Going back with two Roman ladies was a different matter. They weren't about to sleep in a field; the question never even arose. Severa lavished money to hire a new carriage, slaves and horses. Then, armed with a schematic map of the province, she plotted out a route. From Rutupiae they would travel west through Durovernum and along the south bank of the Tamesis estuary-said to be the route once taken by Claudius's conquering army-and then via smaller towns to Londinium. There they would cross the river by the Romans' new wooden bridge, and head north.

This route would incidentally take them through the homelands of several British nations, including Brigonius's own ancestral people the Catuvellaunians. But these were not marked on Severa's map, which showed only the Romans' new towns, their roads, and the rivers with their new Latin names.

So they set off. They rolled through peaceful farmland. The fields were marked out by hedgerows or stone walls, given over on this summer's day to wheat or barley. Away from the towns, the buildings were mostly round thatched houses; here and there smoke seeped into the sky.

From the start it was an unhappy journey. Lepidina and her mother had already journeyed all the way from Rome, and were frankly tired of travelling.

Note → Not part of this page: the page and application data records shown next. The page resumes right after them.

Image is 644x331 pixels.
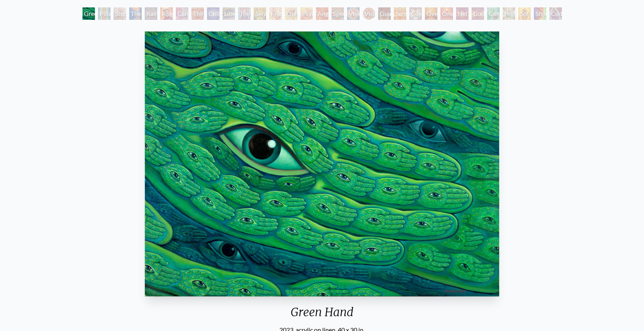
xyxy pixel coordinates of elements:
div: Cuddle [550,7,562,20]
div: The Seer [238,7,251,20]
div: Green Hand [82,7,95,20]
div: Aperture [160,7,173,20]
div: Net of Being [456,7,469,20]
div: Seraphic Transport Docking on the Third Eye [254,7,266,20]
div: Collective Vision [207,7,219,20]
div: Godself [472,7,484,20]
div: Liberation Through Seeing [223,7,235,20]
div: Cannafist [487,7,500,20]
img: Green-Hand-2023-Alex-Grey-watermarked.jpg [145,31,499,297]
div: Vision Crystal [347,7,359,20]
div: Rainbow Eye Ripple [145,7,157,20]
div: Higher Vision [503,7,515,20]
div: One [441,7,453,20]
div: Pillar of Awareness [98,7,110,20]
div: Oversoul [425,7,437,20]
div: Cosmic Elf [409,7,422,20]
div: Sol Invictus [519,7,531,20]
div: Angel Skin [316,7,329,20]
div: Ophanic Eyelash [285,7,297,20]
div: Green Hand [141,305,503,325]
div: Study for the Great Turn [114,7,126,20]
div: Shpongled [534,7,547,20]
div: Guardian of Infinite Vision [378,7,391,20]
div: Fractal Eyes [269,7,282,20]
div: Cannabis Sutra [176,7,188,20]
div: Psychomicrograph of a Fractal Paisley Cherub Feather Tip [301,7,313,20]
div: Third Eye Tears of Joy [192,7,204,20]
div: Sunyata [394,7,406,20]
div: The Torch [129,7,141,20]
div: Spectral Lotus [331,7,344,20]
div: Vision Crystal Tondo [363,7,375,20]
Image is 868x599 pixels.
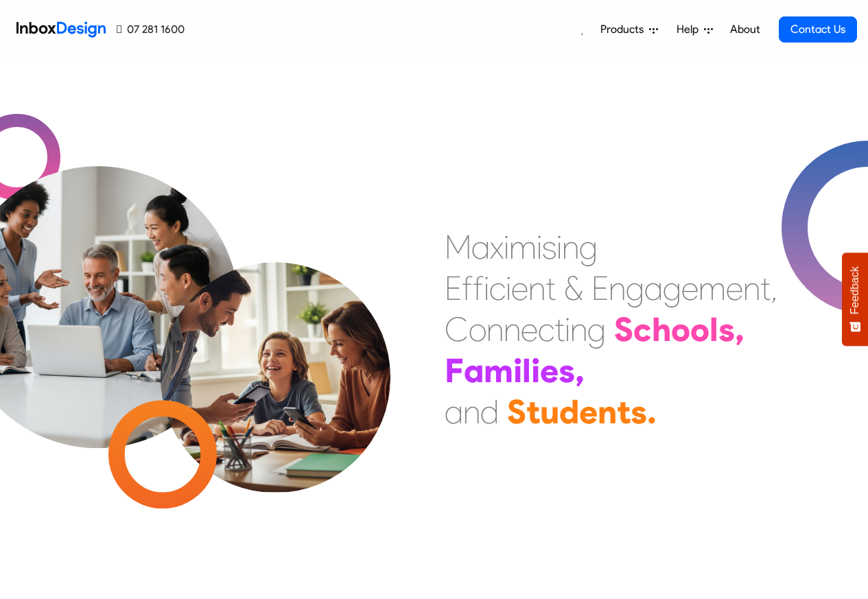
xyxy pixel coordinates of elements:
div: t [526,391,541,432]
div: e [579,391,598,432]
div: n [464,391,481,432]
div: a [644,268,663,309]
div: t [546,268,556,309]
div: g [588,309,606,350]
div: , [575,350,585,391]
a: Help [671,16,718,43]
div: n [570,309,588,350]
a: Contact Us [779,16,858,43]
div: i [484,268,490,309]
div: e [682,268,699,309]
span: Help [677,21,704,37]
a: 07 281 1600 [117,21,185,37]
div: i [506,268,511,309]
div: d [559,391,579,432]
div: e [726,268,743,309]
div: m [484,350,514,391]
div: i [504,227,509,268]
div: s [542,227,557,268]
div: S [615,309,633,350]
div: l [710,309,718,350]
div: t [760,268,771,309]
div: m [509,227,537,268]
a: Products [595,16,664,43]
div: x [490,227,504,268]
div: a [445,391,464,432]
div: E [445,268,462,309]
div: n [743,268,760,309]
div: u [541,391,559,432]
div: a [464,350,484,391]
div: , [735,309,745,350]
div: C [445,309,469,350]
div: , [771,268,778,309]
div: h [652,309,671,350]
div: E [591,268,609,309]
div: c [490,268,506,309]
span: Products [600,21,649,37]
span: Feedback [849,266,861,314]
div: n [487,309,504,350]
div: n [504,309,521,350]
img: parents_with_child.png [132,206,419,493]
div: g [663,268,682,309]
div: l [523,350,532,391]
div: n [609,268,626,309]
div: d [481,391,499,432]
div: i [565,309,570,350]
div: a [472,227,490,268]
div: n [529,268,546,309]
div: o [691,309,710,350]
div: . [647,391,657,432]
div: c [633,309,652,350]
div: m [699,268,726,309]
div: o [671,309,691,350]
div: S [507,391,526,432]
div: f [473,268,484,309]
div: n [598,391,617,432]
a: About [726,16,764,43]
div: e [541,350,558,391]
div: n [562,227,579,268]
div: Maximising Efficient & Engagement, Connecting Schools, Families, and Students. [445,227,778,432]
div: M [445,227,472,268]
div: i [537,227,542,268]
div: F [445,350,464,391]
div: t [555,309,565,350]
div: e [511,268,529,309]
div: f [462,268,473,309]
div: e [521,309,538,350]
div: g [626,268,644,309]
div: s [718,309,735,350]
div: o [469,309,487,350]
div: g [579,227,598,268]
div: t [617,391,631,432]
button: Feedback - Show survey [842,253,868,346]
div: s [558,350,575,391]
div: i [557,227,562,268]
div: i [514,350,523,391]
div: s [631,391,647,432]
div: c [538,309,555,350]
div: & [564,268,583,309]
div: i [532,350,541,391]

Brigonius had hoped he could at least use the trip to get to know Lepidina a little better. Lepidina did some perfunctory flirting with Brigonius for the first day or two, but soon grew bored and retreated into the back of the carriage, where, curled up among bundles of clothing, she immersed herself in books of poetry.

She showed these to Brigonius. Written out on papyrus scrolls they were poems by somebody known as Ovid. Brigonius found this difficult to read; his Latin wasn't good enough to spot all the allusions and verbal trickeries. But the poetry was racy stuff and he found it embarrassing.

Severa teased him mercilessly. 'You're like all young people. Do you imagine your generation invented sex?…'

But these intervals of banter were moments in a rather dreary progression.

In the event it wasn't Lepidina whom Brigonius got to know better during the journey but her mother, in the long hours he spent riding with her at the front of the carriage. Alongside Severa, he saw his own landscape through her sharper eyes.